Lessons from a $1+M write down of a startup investment

This article was first published on Der Shing’s Blog.

Frequent readers, friends who know us, or fellow members of AngelCentral will know that Shao-Ning & I are careful risk-takers. We don’t just think of upside but rather deliberate methodically before investing and we also have parameters and systems set up for our investments so that we get to the right risk-reward we want.

Recently, we had to write down an angel investment that was on paper a multi-bagger and which was worth >$1M on paper if we sold it.  Please don’t ask us which startup as it is not professional to reveal. The entire area in which this startup operates obviously was badly hit by covid.

Anyway, the point of this post is not to gripe about the painful paper loss, rather it is to share that this setback actually validates what we have been teaching and practicing for angel investing.

So here’s a recap.

1) Bite sizing matters

We have a cap of about $200K per startup and have increasingly standardized first and follow-on bite sizes. By not being greedy and following round after round on winners, we prevent any overly painful loss when there is a need to write down. Of course, the bite must still hurt if lost but it should never kill you. The only time you invest all in for something is when it is your startup.

2) Diversification matters

We set a goal of 4-6 startups a year with a target of 25 every 5-6 years. Each set of 25 can be viewed like a VC portfolio and we hope for 1-2 big winners that pay for everything and account for the 3X return after 10 years. During the holding period, some will grow and die. But our thesis is to never sell until the founder sells. This last point does merit further debate since technically portfolio returns can be even better if we sold out and realized the 1+M profit. But then what if this is the startup that goes on to grow 5X or 10X from here?

On a broader portfolio level, diversification also means don’t overinvest in any one asset class. Startup investing whether as an Angel or via VCs should not exceed 10% of what you have. If you are super on, then not more than 25%. And if you have a lot sitting in startups, please invest in blue chips, property, bonds, and other much safer instruments for the rest of your portfolio.

3) Put it at book value always

This is something quite different from others that we practice. So while we have to mark to market so that we can compare with VCs and also use it for workshops, we actually always put the value of the startup in our overall portfolio spreadsheets at the value we invested in. We even write down if we know realistically not doing well and may die. We only write up if realized. This practice really showed its value this time as we did not have to really write down our portfolio value by 1+M, rather we just wrote down the value invested which is quite small. So psychology-wise, this book value recording for startup investments helps keep us grounded and also ensures our leverage use is always based on conservative asset numbers.

And for completeness sake, we updated our angel portfolio to reflect this writedown and now our IRR since 2015 for the 31 startups we directly invested in is now 35% with a 2.4 TVPI. Still good for us as it matches top-quartile VC and within our projected return goals.

Hope this is a useful read for fellow angel investors.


• [The task] Every line that contains "Continue" must be located and copied from the data.
▽
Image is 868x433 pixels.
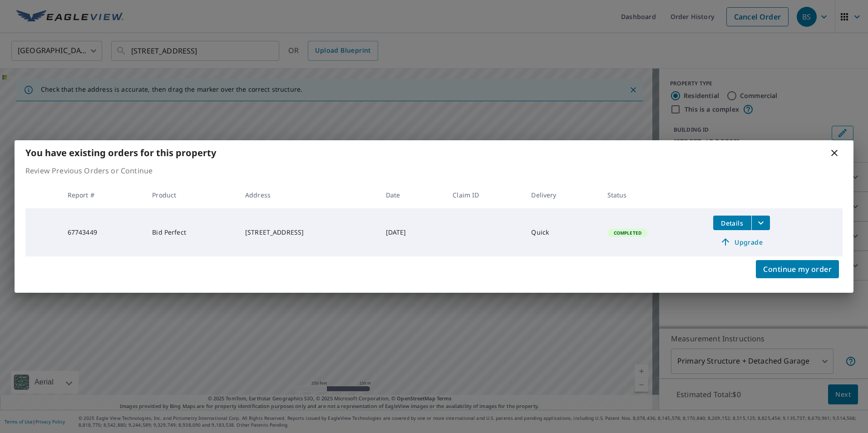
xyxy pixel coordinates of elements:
button: detailsBtn-67743449 [714,216,752,230]
th: Claim ID [445,181,524,208]
th: Product [144,181,238,208]
th: Address [238,181,378,208]
td: [DATE] [378,208,446,257]
button: Continue my order [756,260,839,279]
a: Upgrade [714,235,770,249]
span: Upgrade [719,237,764,248]
span: Continue my order [763,263,832,276]
b: You have existing orders for this property [26,146,216,159]
th: Report # [61,181,145,208]
button: filesDropdownBtn-67743449 [752,216,770,230]
td: Bid Perfect [144,208,238,257]
div: [STREET_ADDRESS] [245,228,371,237]
td: Quick [524,208,600,257]
span: Details [719,219,746,228]
th: Status [600,181,706,208]
p: Review Previous Orders or Continue [26,165,843,176]
td: 67743449 [61,208,145,257]
th: Date [378,181,446,208]
th: Delivery [524,181,600,208]
span: Completed [608,230,647,236]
△
• [Task solution]
button: Continue my order [756,260,839,279]
span: Continue my order [763,263,832,276]
p: Review Previous Orders or Continue [26,165,843,176]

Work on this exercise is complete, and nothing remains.